Can We Shut the F Up About the "Biggest One-Day Loss in History" on the Dow Already?
Are journalists, politicians, analysts, et al. really so retarded that they insist on leading all stories about yesterday's Dow with a patently useless measure? (The short answer is probably yes.). To wit:
Stocks plunge as House rejects bailout package: Dow absorbs biggest one-day loss in history: 777.68 points
Stocks plunged yesterday with the Dow Jones industrial average falling nearly 780 points—the biggest one-day point drop ever—after federal lawmakers failed to pass a $700 billion plan to bail out the financial system.
That particular formulation comes from The Baltimore Sun, but you've all read or heard countless variations on the theme. If this figure is not expressed in percentage terms, it is absolutely useless. Indeed, for most of its existence, the DJIA, couldn't have dropped 780 points because the index wasn't that high. Which of course reporters (and pols, and analysts, et al.) know, and always bury somewhere deeper in the story. To wit, from the Sun story mentioned just a few lines above:
The Dow's 7 percent decline was the 17th biggest percentage drop in its history, well below the more than 20 percent drops seen in October 1987 and the Great Depression.
Somehow "Dow absorbs 17th-biggest percentage drop in its history" just doesn't pack the same wallop, does it? More here.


> **What you will do**
When you reach a picture, skip it, and retype every line below exactly.
[Materials provided Boundary: Start]
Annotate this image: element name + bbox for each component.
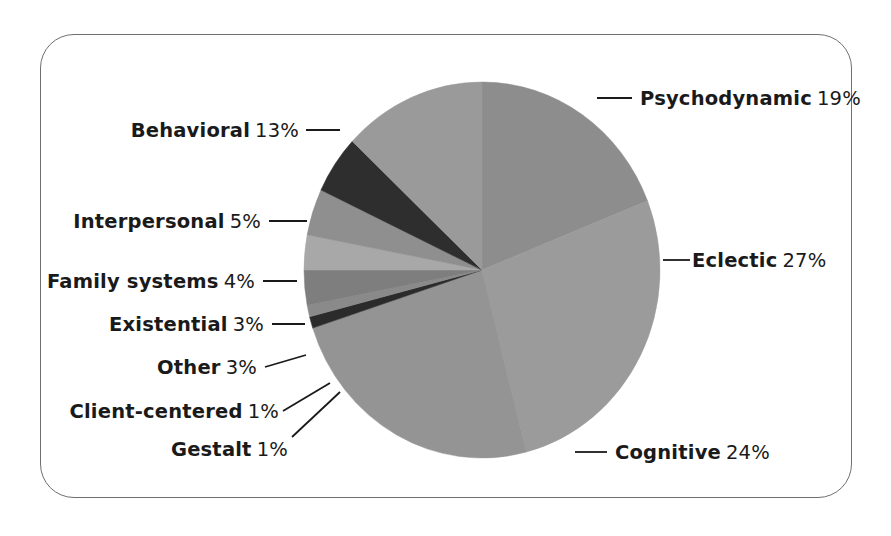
label-client-centered-name: Client-centered xyxy=(69,400,242,423)
label-interpersonal-pct: 5% xyxy=(230,210,261,233)
label-client-centered: Client-centered1% xyxy=(69,402,279,422)
label-interpersonal: Interpersonal5% xyxy=(73,212,261,232)
label-eclectic-pct: 27% xyxy=(783,249,827,272)
label-gestalt: Gestalt1% xyxy=(171,440,288,460)
label-family-systems-name: Family systems xyxy=(47,270,219,293)
label-gestalt-pct: 1% xyxy=(257,438,288,461)
label-cognitive-name: Cognitive xyxy=(615,441,721,464)
label-client-centered-pct: 1% xyxy=(248,400,279,423)
figure-page: Psychodynamic19% Eclectic27% Cognitive24… xyxy=(0,0,891,536)
label-psychodynamic-name: Psychodynamic xyxy=(640,87,812,110)
leader-line-gestalt xyxy=(292,392,340,437)
label-other-pct: 3% xyxy=(226,356,257,379)
label-other-name: Other xyxy=(157,356,221,379)
label-behavioral: Behavioral13% xyxy=(131,121,299,141)
label-family-systems-pct: 4% xyxy=(224,270,255,293)
label-existential: Existential3% xyxy=(109,315,264,335)
label-family-systems: Family systems4% xyxy=(47,272,255,292)
label-psychodynamic: Psychodynamic19% xyxy=(640,89,861,109)
label-behavioral-name: Behavioral xyxy=(131,119,250,142)
label-other: Other3% xyxy=(157,358,257,378)
label-gestalt-name: Gestalt xyxy=(171,438,252,461)
label-existential-name: Existential xyxy=(109,313,228,336)
label-behavioral-pct: 13% xyxy=(255,119,299,142)
label-cognitive-pct: 24% xyxy=(726,441,770,464)
label-psychodynamic-pct: 19% xyxy=(817,87,861,110)
leader-line-other xyxy=(265,355,306,367)
label-eclectic-name: Eclectic xyxy=(692,249,778,272)
label-cognitive: Cognitive24% xyxy=(615,443,770,463)
label-eclectic: Eclectic27% xyxy=(692,251,826,271)
pie-slices-group xyxy=(304,82,660,458)
label-existential-pct: 3% xyxy=(233,313,264,336)
label-interpersonal-name: Interpersonal xyxy=(73,210,224,233)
[Materials provided Boundary: End]
> **Solution to the problem**
Annotate this image: element name + bbox for each component.
label-client-centered-name: Client-centered xyxy=(69,400,242,423)
label-interpersonal-pct: 5% xyxy=(230,210,261,233)
label-client-centered: Client-centered1% xyxy=(69,402,279,422)
label-interpersonal: Interpersonal5% xyxy=(73,212,261,232)
label-eclectic-pct: 27% xyxy=(783,249,827,272)
label-gestalt: Gestalt1% xyxy=(171,440,288,460)
label-family-systems-name: Family systems xyxy=(47,270,219,293)
label-gestalt-pct: 1% xyxy=(257,438,288,461)
label-cognitive-name: Cognitive xyxy=(615,441,721,464)
label-client-centered-pct: 1% xyxy=(248,400,279,423)
figure-page: Psychodynamic19% Eclectic27% Cognitive24… xyxy=(0,0,891,536)
label-psychodynamic-name: Psychodynamic xyxy=(640,87,812,110)
leader-line-gestalt xyxy=(292,392,340,437)
label-other-pct: 3% xyxy=(226,356,257,379)
label-other-name: Other xyxy=(157,356,221,379)
label-behavioral: Behavioral13% xyxy=(131,121,299,141)
label-family-systems-pct: 4% xyxy=(224,270,255,293)
label-existential: Existential3% xyxy=(109,315,264,335)
label-family-systems: Family systems4% xyxy=(47,272,255,292)
label-psychodynamic: Psychodynamic19% xyxy=(640,89,861,109)
label-behavioral-name: Behavioral xyxy=(131,119,250,142)
label-other: Other3% xyxy=(157,358,257,378)
label-gestalt-name: Gestalt xyxy=(171,438,252,461)
label-existential-name: Existential xyxy=(109,313,228,336)
label-behavioral-pct: 13% xyxy=(255,119,299,142)
label-cognitive-pct: 24% xyxy=(726,441,770,464)
label-psychodynamic-pct: 19% xyxy=(817,87,861,110)
leader-line-other xyxy=(265,355,306,367)
label-eclectic-name: Eclectic xyxy=(692,249,778,272)
label-cognitive: Cognitive24% xyxy=(615,443,770,463)
label-eclectic: Eclectic27% xyxy=(692,251,826,271)
pie-slices-group xyxy=(304,82,660,458)
label-existential-pct: 3% xyxy=(233,313,264,336)
label-interpersonal-name: Interpersonal xyxy=(73,210,224,233)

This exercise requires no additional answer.